The Quad follows in a long line of global affinity groups that are no different than Princeton University's Women of Color caucus, Ramapo College's Pride at Work collective or Trinity College's Knitting club. The goal is to bring like-minded people together to advance their common interests. Just as with those groups, the Quad has meetings (such as this one at the Raisina Dialogue, billed as "India's premier conference on geopolitics and geoeconomics committed to addressing the most challenging issues facing the global community"), activities (in this case, joint naval exercises) and takes positions on issues of interest (they do it in diplomatic speak, but more or less it amounts to "we gotta do something about China.")
That alliance joins such other organizations such as the Group of 7 or the G7, the G10, the G15 and yes, the G77. Each of these groups of nations regularly send representatives to hash out monetary and other policies. Of note is that almost none of the names are accurate, as members have been added again and again. The G10 now has 11 members, the G24 has 28, and the G77 has 134. One has to hope that they are better at economics than they are at branding.
In that light, the Quad are leaders. The group was originally founded around the geographic conceit of nations with beachfront property bordering the Pacific and Indian Oceans. However, the concerns of the pandemic meant that there were other nations in that region that also wanted to join, namely New Zealand, South Korea and Vietnam. They were welcomed to the table, but it caused a conundrum: what do you call yourselves? The Seven Ups? Then a year after that addition, Brazil and Israel were also invited to participate even though the closest those countries come to the Pacific is wearing board shorts. Trying to think ahead as more members were added, rather than Fast and Furious 9 (which had already been taken), they went with Quad Plus. Sounds a bit like HBO's new channel, but at least it doesn't limit them.
It's a challenge for any organization as membership and focus changes. More than ever, in a world where policy pronouncements take place via tweet, the short-form handle of an organization needs to mean something. That said, the United Nations are anything but, and NATO has members nowhere close to the North Atlantic. And then there's the GUAM Organization for Democracy and Economic Development, a group which has nothing to do with Guam. Rather, the name comes from the first letter of member countries Georgia, Ukraine Azerbaijan and Moldova.
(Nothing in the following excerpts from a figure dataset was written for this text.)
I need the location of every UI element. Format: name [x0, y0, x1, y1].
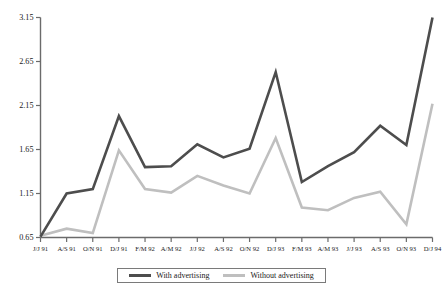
x-tick-label: J/J 92: [190, 245, 205, 252]
legend-item-with-advertising: With advertising: [129, 271, 209, 280]
y-tick-label: 3.15: [19, 13, 33, 22]
x-tick-label: O/N 91: [83, 245, 103, 252]
chart-container: 0.651.151.652.152.653.15 J/J 91A/S 91O/N…: [0, 0, 445, 290]
y-tick-label: 2.65: [19, 57, 33, 66]
x-tick-label: J/J 91: [33, 245, 48, 252]
x-tick-label: O/N 93: [397, 245, 417, 252]
x-tick-label: A/M 92: [161, 245, 182, 252]
x-tick-label: A/S 93: [371, 245, 390, 252]
x-tick-label: D/J 91: [110, 245, 127, 252]
x-tick-label: J/J 93: [346, 245, 362, 252]
legend-item-without-advertising: Without advertising: [223, 271, 313, 280]
y-axis: 0.651.151.652.152.653.15: [19, 13, 40, 242]
line-chart-plot: 0.651.151.652.152.653.15 J/J 91A/S 91O/N…: [0, 0, 445, 290]
x-tick-label: O/N 92: [240, 245, 260, 252]
y-tick-label: 1.15: [19, 189, 33, 198]
x-tick-label: A/S 92: [214, 245, 233, 252]
x-tick-label: F/M 93: [292, 245, 312, 252]
x-tick-label: A/M 93: [318, 245, 339, 252]
data-series-group: [41, 18, 433, 237]
x-tick-label: F/M 92: [135, 245, 155, 252]
y-tick-label: 2.15: [19, 101, 33, 110]
series-line-with-advertising: [41, 18, 433, 237]
legend-swatch-without-advertising: [223, 274, 245, 277]
x-axis: J/J 91A/S 91O/N 91D/J 91F/M 92A/M 92J/J …: [33, 238, 442, 252]
legend-swatch-with-advertising: [129, 274, 151, 277]
legend-label-with-advertising: With advertising: [156, 271, 209, 280]
x-tick-label: D/J 93: [267, 245, 285, 252]
y-tick-label: 0.65: [19, 233, 33, 242]
x-tick-label: A/S 91: [57, 245, 76, 252]
chart-legend: With advertising Without advertising: [117, 268, 326, 283]
y-tick-label: 1.65: [19, 145, 33, 154]
x-tick-label: D/J 94: [424, 245, 442, 252]
legend-label-without-advertising: Without advertising: [250, 271, 313, 280]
Delegates to meetings have to be very careful when booking their plane flights, or will wind up 6800 miles off course.
New alliances like the one between Saudi Arabia and Iran, and facilitated by China, will challenge both international order as well as the bloggers. And in that case, if the founding parties involve the one country between them that is virtually a land bridge, Kuwait, then naming might become a real issue. For while the formal name of the new alliance might be the Sino-Middle East Compact or some such diplo-speak, it would likely wind up on Twitter as their initials: SICK.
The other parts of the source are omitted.